How to Change Your Passcode on iPhone 16
Your iPhone passcode is the first line of defense between your personal data and anyone who picks up your phone. Whether you're upgrading from a simpler four-digit code, responding to a security concern, or just doing routine maintenance, changing your passcode on the iPhone 16 is straightforward — but there are a few options and considerations worth understanding before you tap through the settings.
What the iPhone 16 Passcode Actually Does
The passcode isn't just a backup for Face ID. It encrypts the data on your device, meaning without the correct code, the contents of your phone are mathematically scrambled and inaccessible. Every time you restart your iPhone, use it after more than 48 hours, or fail Face ID too many times, iOS falls back to the passcode.
This makes the passcode fundamentally more important than most people treat it. A weak passcode can undermine even the strongest biometric security.
Step-by-Step: How to Change Your Passcode on iPhone 16
- Open the Settings app
- Scroll down and tap Face ID & Passcode
- Enter your current passcode when prompted
- Scroll down and tap Change Passcode
- Enter your current passcode again
- Enter your new passcode — and confirm it
That's the core process. Where it gets more nuanced is in step 6, when iOS asks what type of passcode you want to set.
Understanding Your Passcode Options 🔐
When you tap Passcode Options during setup, you'll see several choices:
| Passcode Type | Format | Relative Security |
|---|---|---|
| 6-Digit Numeric Code | 000000–999999 | Strong (default) |
| 4-Digit Numeric Code | 0000–9999 | Basic |
| Custom Numeric Code | Any length, numbers only | Stronger with more digits |
| Custom Alphanumeric Code | Letters, numbers, symbols | Strongest |
The 6-digit numeric code is the iOS default for a reason — it offers one million possible combinations versus ten thousand for a four-digit code. That difference matters significantly if someone attempts a brute-force attack.
Custom alphanumeric codes dramatically increase the attack surface. A passcode like coffee#2014 is far harder to crack than 291847, even if it feels less "secure" because it uses familiar words. Length and unpredictability both contribute.
4-digit codes are the least secure option and are generally only appropriate in low-risk environments where convenience is the primary concern.
What Happens If You Forget Your Current Passcode
You cannot change a passcode without knowing the existing one. This is by design — it's a security feature, not a limitation of the settings menu.
If you've forgotten your current passcode, your options narrow considerably:
- If you have a recent iCloud or iTunes backup, you can restore the device, which wipes it and lets you set a new passcode
- If you're still logged into iCloud on another Apple device, Find My can be used to erase the iPhone remotely, after which you set it up fresh
- Recovery Mode via a Mac or PC running Finder (or iTunes on Windows) is another path — but it also results in a full erase
None of these paths preserve an unbackup'd device's local data. This is intentional: if forgetting a passcode allowed easy access, the encryption would be meaningless.

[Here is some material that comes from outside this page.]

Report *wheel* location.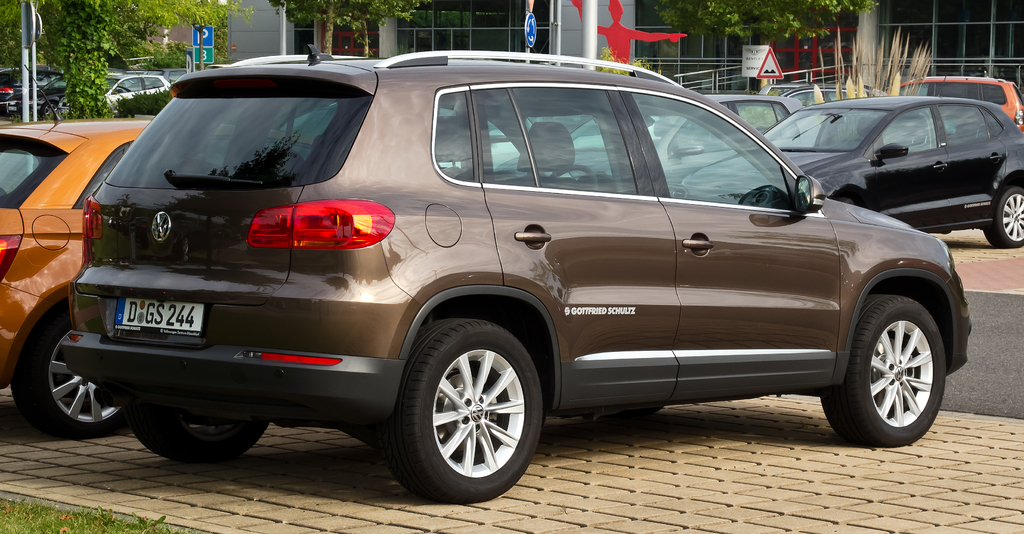
Report: select_region(389, 325, 546, 492).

How Passcode Changes Interact With Face ID
Changing your passcode does not reset Face ID. Your biometric enrollment stays intact. Face ID uses the passcode as a fallback authentication layer, so after changing your passcode, your next Face ID authentication should behave normally — but iOS will prompt you to enter the new passcode the first time you need it for verification.
One thing to note: if you change your passcode and then restart your iPhone, you'll need to enter the passcode before Face ID activates. This is standard behavior for all modern iPhones, not specific to the 16.

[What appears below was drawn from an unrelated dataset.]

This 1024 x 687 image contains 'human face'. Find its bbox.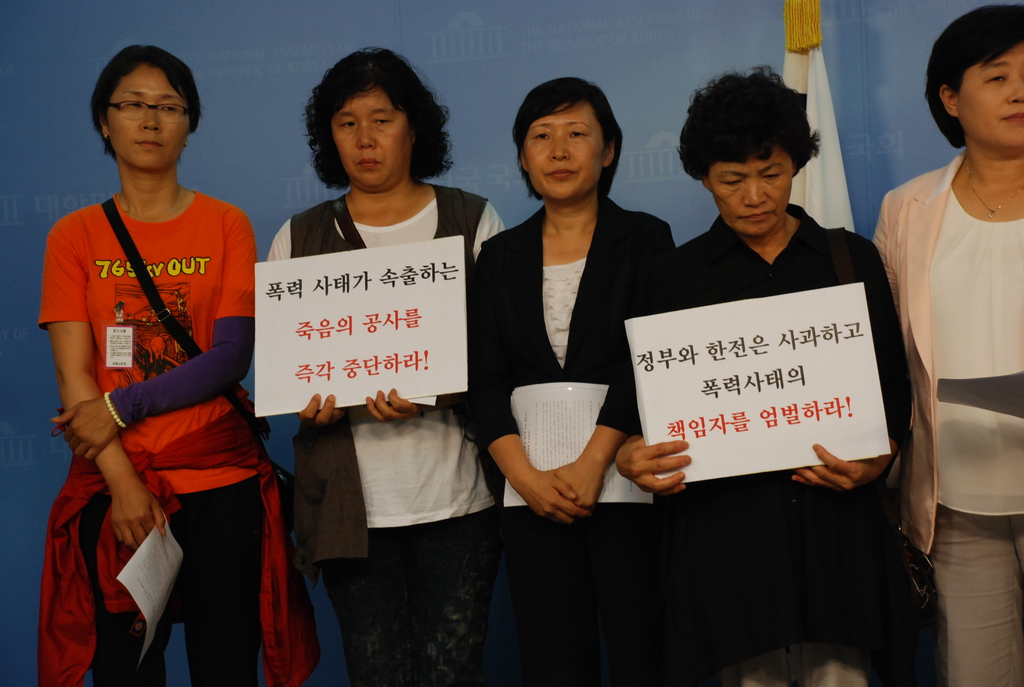
(x1=950, y1=45, x2=1023, y2=154).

Passcode Strength and Your Actual Risk Profile 🔒
The "right" passcode complexity depends on factors that vary from person to person:
- What's on your phone — banking apps, health data, work email, or relatively little sensitive material
- Where you use your phone — high-traffic public environments versus primarily private settings
- Who has physical access to your device and under what circumstances
- Your tolerance for entry friction — alphanumeric codes take longer to type, which matters if you're authenticating dozens of times a day
Someone who uses their iPhone primarily for work email and accesses sensitive client data has a meaningfully different risk profile from someone using it mostly for social media and streaming. The passcode type that makes sense scales with that exposure.
Automating Passcode Security: Erase Data Setting
Inside Face ID & Passcode settings, there's an option labeled Erase Data. When enabled, the iPhone will wipe itself after 10 consecutive failed passcode attempts. iOS introduces delays between attempts, so casual guessing is slow — but this setting adds a hard limit.

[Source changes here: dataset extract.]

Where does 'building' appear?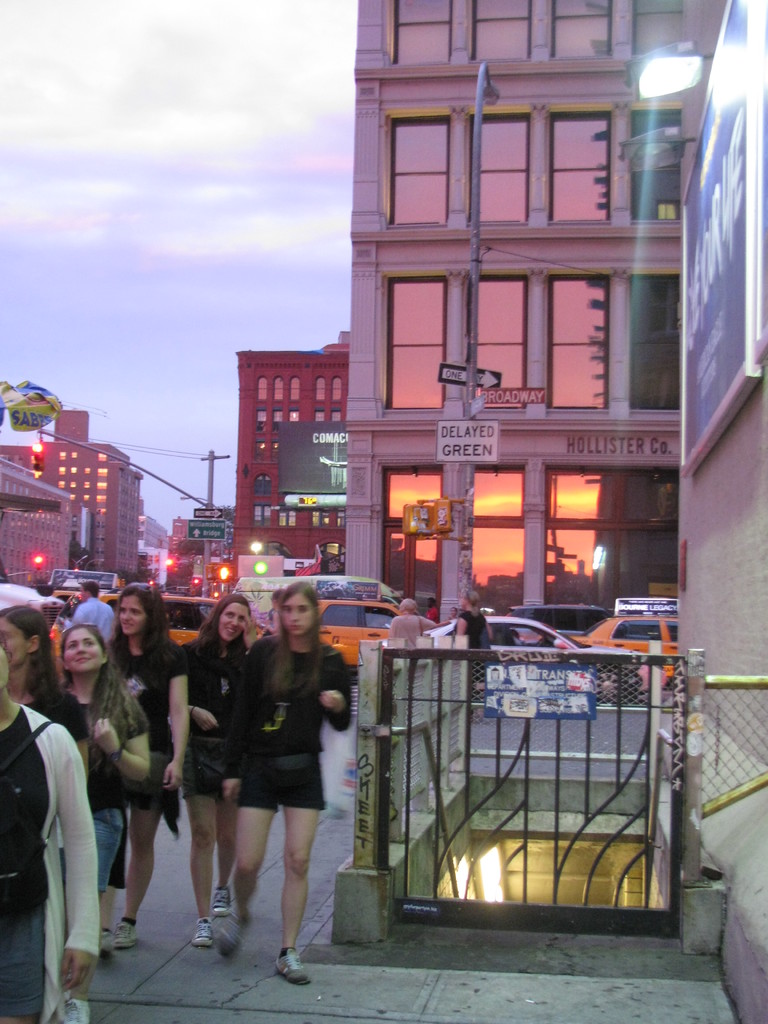
Appears at 0,461,77,588.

It's worth knowing this exists before enabling it, particularly if you have young children who might interact with your phone or if you sometimes mistype your own code under pressure.
The Variable That Changes Everything
The mechanics of changing a passcode on iPhone 16 are consistent for every user. What isn't consistent is which passcode format, length, and complexity level actually fits your situation. That depends on how you use the device, what data lives on it, and how you weigh convenience against security depth — and those answers look different for a freelancer, a parent, a frequent traveler, or someone in a highly regulated industry.